Otherwise you’re mixing pills and gin and your friends are debating if it constitutes a true attempt,

recklessness, a cry for help, before deciding it makes no difference, it’s pain behavior, he has to be

checked in, monitored, sponsored, set to music. Anyway, the girls are down and I can talk. I’m just

clicking on things in bed, a review by a man who says I have no feelings and hate art.

On Feeling…

I do not think that Ben Lerner nor his speaker has ‘no feelings and hate[s] art’ (‘The Media’), far from it. It seems he struggles deeply with the often-conflicting roles of artist/earner/parent and with what is at stake in that struggle. Everything is on the line here – the speaker unable to fully reconcile the demands these roles make upon them, he becomes marooned while shuttling between these stations – as if playing musical chairs and being left to contemplate the failure, the loneliness, when the music stops.

I am interested in this experience of isolation – when the music does in fact stop. It is a deeply affecting passage, because it looks precisely like the ‘pain behavior’ he refers to. Here Lerner’s speaker is like us; vulnerable, afraid to be brought back down to earth, or beyond, afraid to be told, after everything, he’s no good. These are the difficulties Lerner seems to begin to both tackle and avoid as he is inevitably seen to be jumping in and out of the speaker’s voice: ‘And it’s me, Ben, just calling to check in’ (‘The Media’).

So, what does Lerner’s speaker lose in the course of this struggle? There are some clues with a healthy smattering of ‘vaguely erotic’s (‘The Dark Threw Patches Down Upon Me Also’) and several other underexplored references to desire scattered through the collection. We find desires relegated to the general in ‘Auto-Tune’, elevated to the altruistic in ‘Untitled (Triptych)’, hidden from view in ‘The Readers’ and ‘The Grove’, and destroyed altogether in ‘The Lights’:

I hold the back of his head and see

unexplained lights over him

that love makes, even if what I want in part

is to be destroyed, all of us

at once, and so the end of desire is caught in it

I think it is ok to want that …

…& Destruction

Here Lerner’s speaker envisages a collective end, and along with it the end of the problem of (his own?) desire. The absoluteness of this as a solution indicates deep difficulty in the encounter with (or consequences of) desire. Exactly as a person in profound emotional pain might posit their own ending as the only solve. This is nothing if not ‘pain behaviour’. But what aspect of who’s desire is Lerner’s speaker intimating? Or is desire in its entirety that which might usefully be destroyed, and if so – why? What is the unsayable, unbearable alternative?

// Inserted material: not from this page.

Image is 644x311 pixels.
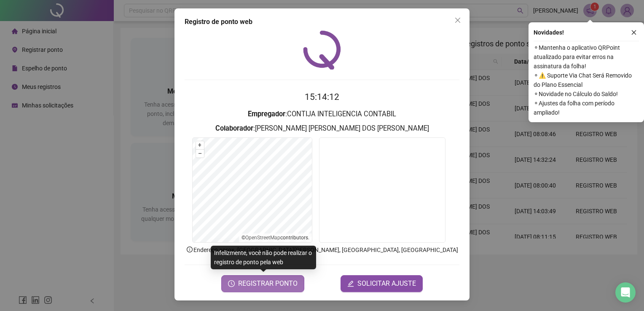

Lerner’s speaker has us believe he can feel ‘it getting away from me’ (in both ‘The Dark Threw Patches…’ and ‘The Rose’) but the collection never looks like doing anything close to that. Perhaps a Ben Lerner collection which more freely explores what happens when it does, or why it does might be possible, even necessary? Holding my breath for that might be a bad idea, but buying his next book might not. The Lights cements Ben Lerner near the top of my ‘must buy’ list, he should be on yours, too. More of this.